What was stunning about Tennant’s performance (in a good
way) was that he made the question of kingship a difficult one. Usually when
watching or reading Richard II, and I
include the Hollow Crown film production
in this criticism, I think it is quite easy to decide that kingship is not
inherent and that Richard is weak and has to go. No questions asked. It is hard
for a 21st Century audience to imagine the conflict a subject might
have felt about deposing a king. It is impossible to imagine what we might have
feared for our immortal souls when considering removing a monarch anointed by
god. Tennant gave us a sense of this conflict. At times he was a child,
snivelling on the floor, but just when I had made up my mind that kingship was
not inherent, that he had no nobility, he was rise up in a magnificent display
of power. When Tennant’s Richard II appeared in III.III with the words “We are
amazed; and thus long have we stood / To watch the fearful bending of thy knee,
/ Because we thought ourself thy lawful king: / And if we be, how dare thy
joints forget / To pay their awful duty to our presence?” he spoke them with a
terrible magnificence and power.
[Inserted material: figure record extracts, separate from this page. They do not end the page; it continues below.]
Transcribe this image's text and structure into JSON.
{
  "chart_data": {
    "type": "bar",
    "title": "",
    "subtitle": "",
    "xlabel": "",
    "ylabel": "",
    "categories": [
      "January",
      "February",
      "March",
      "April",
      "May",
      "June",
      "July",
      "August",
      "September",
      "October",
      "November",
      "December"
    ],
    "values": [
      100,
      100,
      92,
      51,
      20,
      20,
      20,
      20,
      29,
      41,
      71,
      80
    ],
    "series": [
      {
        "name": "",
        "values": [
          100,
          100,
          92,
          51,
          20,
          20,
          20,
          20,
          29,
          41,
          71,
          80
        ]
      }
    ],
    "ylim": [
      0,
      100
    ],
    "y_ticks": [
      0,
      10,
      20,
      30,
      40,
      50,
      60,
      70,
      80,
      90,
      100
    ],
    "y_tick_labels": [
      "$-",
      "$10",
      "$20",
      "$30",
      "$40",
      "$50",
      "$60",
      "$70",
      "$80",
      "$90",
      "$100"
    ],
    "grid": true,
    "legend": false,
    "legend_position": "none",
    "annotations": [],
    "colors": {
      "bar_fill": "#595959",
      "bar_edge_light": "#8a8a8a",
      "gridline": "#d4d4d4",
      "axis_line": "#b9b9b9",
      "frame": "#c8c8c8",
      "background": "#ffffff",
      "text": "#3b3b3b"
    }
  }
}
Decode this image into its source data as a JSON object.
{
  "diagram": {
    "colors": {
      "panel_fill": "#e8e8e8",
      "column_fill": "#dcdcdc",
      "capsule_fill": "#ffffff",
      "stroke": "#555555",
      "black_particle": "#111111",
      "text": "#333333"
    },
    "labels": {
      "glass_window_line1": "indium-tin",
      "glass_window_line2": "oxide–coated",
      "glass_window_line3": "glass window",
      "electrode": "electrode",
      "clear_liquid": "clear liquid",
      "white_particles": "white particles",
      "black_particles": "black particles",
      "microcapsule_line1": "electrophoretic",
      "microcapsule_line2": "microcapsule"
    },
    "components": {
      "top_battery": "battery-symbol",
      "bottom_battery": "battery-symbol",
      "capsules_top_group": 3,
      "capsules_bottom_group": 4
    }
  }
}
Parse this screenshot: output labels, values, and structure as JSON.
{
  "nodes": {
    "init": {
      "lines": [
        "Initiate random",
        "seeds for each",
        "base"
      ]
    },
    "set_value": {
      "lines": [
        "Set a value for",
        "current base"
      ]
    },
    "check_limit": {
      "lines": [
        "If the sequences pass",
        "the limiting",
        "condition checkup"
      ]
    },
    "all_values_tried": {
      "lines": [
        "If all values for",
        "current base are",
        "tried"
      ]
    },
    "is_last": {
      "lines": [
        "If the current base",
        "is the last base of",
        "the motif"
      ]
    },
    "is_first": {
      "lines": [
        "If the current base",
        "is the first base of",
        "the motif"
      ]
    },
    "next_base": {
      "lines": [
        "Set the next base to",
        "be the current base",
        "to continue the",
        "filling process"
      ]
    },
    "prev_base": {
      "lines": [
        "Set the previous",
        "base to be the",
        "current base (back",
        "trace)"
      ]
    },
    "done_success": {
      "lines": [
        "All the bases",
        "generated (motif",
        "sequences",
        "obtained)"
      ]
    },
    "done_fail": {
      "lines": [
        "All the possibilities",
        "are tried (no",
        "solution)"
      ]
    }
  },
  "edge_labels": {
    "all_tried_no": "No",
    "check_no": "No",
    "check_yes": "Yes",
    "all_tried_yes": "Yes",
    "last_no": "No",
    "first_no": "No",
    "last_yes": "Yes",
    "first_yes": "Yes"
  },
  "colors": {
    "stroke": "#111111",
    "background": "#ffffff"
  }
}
He did not seem like a man on his way out,
deluded that he was still in power, he seemed like a king. There was an aura
around Tennant, there was something innate to the sovereignty of this Richard
II, and the audience was privy to something of the dreadful conflict inherent
in deposing a rightful king.
A friend who had also seen the production disagreed with me.
She felt that the homosexual love that the production had created, for example,
between Aumerle and Richard (Richard kissed Aumerle during this production) was
integral to the success of the production, and that this had created a tension
for Aumerle, and other characters, between their love for Richard and what they
thought the right course of action was for themselves and for the country. My
answer to this was yes they loved him. But can we understand no other form of
love than the overtly sexual? Love and loyalty to the sovereign was powerful
thing in the early modern imagination, the relationship between the king and
his subject was thought to be analogous to that between God and his church,
between a father and his child. The bond was sacred and profound. This particular
type of love, that for an anointed sovereign whom we believe is appointed by
God to govern our lives, is alien to us now. We only have a figurehead
monarchy, and do not believe that some are born greater than others, or to rule
others. Surely though, we understand loyalty, and we are capable of
understanding, more types of love than the merely sexual. This production of Richard II was brilliant in many ways.
Tennant’s performance was powerful and intelligent, he was in turns childish
and magnificent. His performance and the production as whole conducted a
complex discussion of the subtleties of kingship and love and loyalty. Why then
did this production fall back on old stereotypes? I think for the answer we
have to look beyond the RSC, and even the judges on Strictly Come Dancing, and
ask whether we as a society are able to understand love beyond the sexual.